One burly fellow, with a shock of black hair and ferocious eyes, came up.  The rest shoved in after him to take part in the discussion.

“Give me shoes,” the man said.  “Give me shoes now.  I take you ’Merican schooner.”

Alf shook his head, whereat the crowd clamored that he accept the proposal.  Now the Anglo-Saxon is so constituted that to browbeat or bully him is the last way under the sun of getting him to do any certain thing.  He will dare willingly, but he will not permit himself to be driven.  So this attempt of the boatmen to force Alf only aroused all the dogged stubbornness of his race.  The same qualities were in him that are in men who lead forlorn hopes; and there, under the stars, on the lonely pier, encircled by the jostling and shouldering gang, he resolved that he would die rather than submit to the indignity of being robbed of a single stitch of clothing.  Not value, but principle, was at stake.

Then somebody thrust roughly against him from behind.  He whirled about with flashing eyes, and the circle involuntarily gave ground.  But the crowd was growing more boisterous.  Each and every article of clothing he had on was demanded by one or another, and these demands were shouted simultaneously at the tops of very healthy lungs.

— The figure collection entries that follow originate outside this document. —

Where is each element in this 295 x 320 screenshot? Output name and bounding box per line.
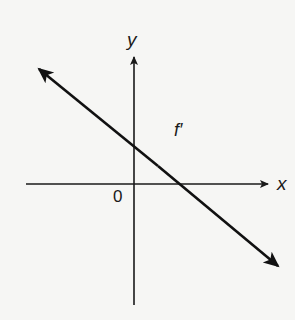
graph-canvas: y x 0 f′: [0, 0, 295, 320]
y-axis-label: y: [127, 30, 137, 49]
curve-label-f-prime: f′: [174, 121, 182, 139]
x-axis-label: x: [277, 174, 287, 193]
f-prime-line: [158, 166, 278, 266]
origin-label: 0: [113, 188, 122, 205]
f-prime-line-upper: [39, 69, 158, 166]
graph-svg: [0, 0, 295, 320]
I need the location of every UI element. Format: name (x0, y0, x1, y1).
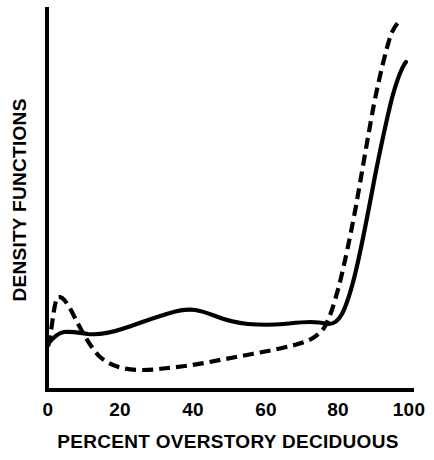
x-tick-label-20: 20 (109, 399, 131, 420)
x-tick-label-100: 100 (393, 399, 425, 420)
density-function-chart: 0 20 40 60 80 100 PERCENT OVERSTORY DECI… (0, 0, 434, 460)
x-tick-label-80: 80 (327, 399, 349, 420)
x-tick-label-40: 40 (182, 399, 204, 420)
x-tick-label-0: 0 (43, 399, 54, 420)
x-axis-title: PERCENT OVERSTORY DECIDUOUS (57, 431, 398, 452)
y-axis-title: DENSITY FUNCTIONS (9, 98, 30, 301)
x-tick-label-60: 60 (255, 399, 277, 420)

Alf had long since ceased to say anything, but he knew that the situation was getting dangerous, and that the only thing left to him was to get away.  His face was set doggedly, his eyes glinted like points of steel, and his body was firmly and confidently poised.  This air of determination sufficiently impressed the boatmen to make them give way before him When he started to walk toward the shore-end of the pier.  But they trooped along beside more noisily than ever.  One of the youngsters about Alf’s size and build, impudently snatched his cap from his head; and before he could put it on his own head, Alf struck out from the shoulder, and sent the fellow rolling on the stones.

Copyrights
Project Gutenberg
Stories of Ships and the Sea from Project Gutenberg. Public domain.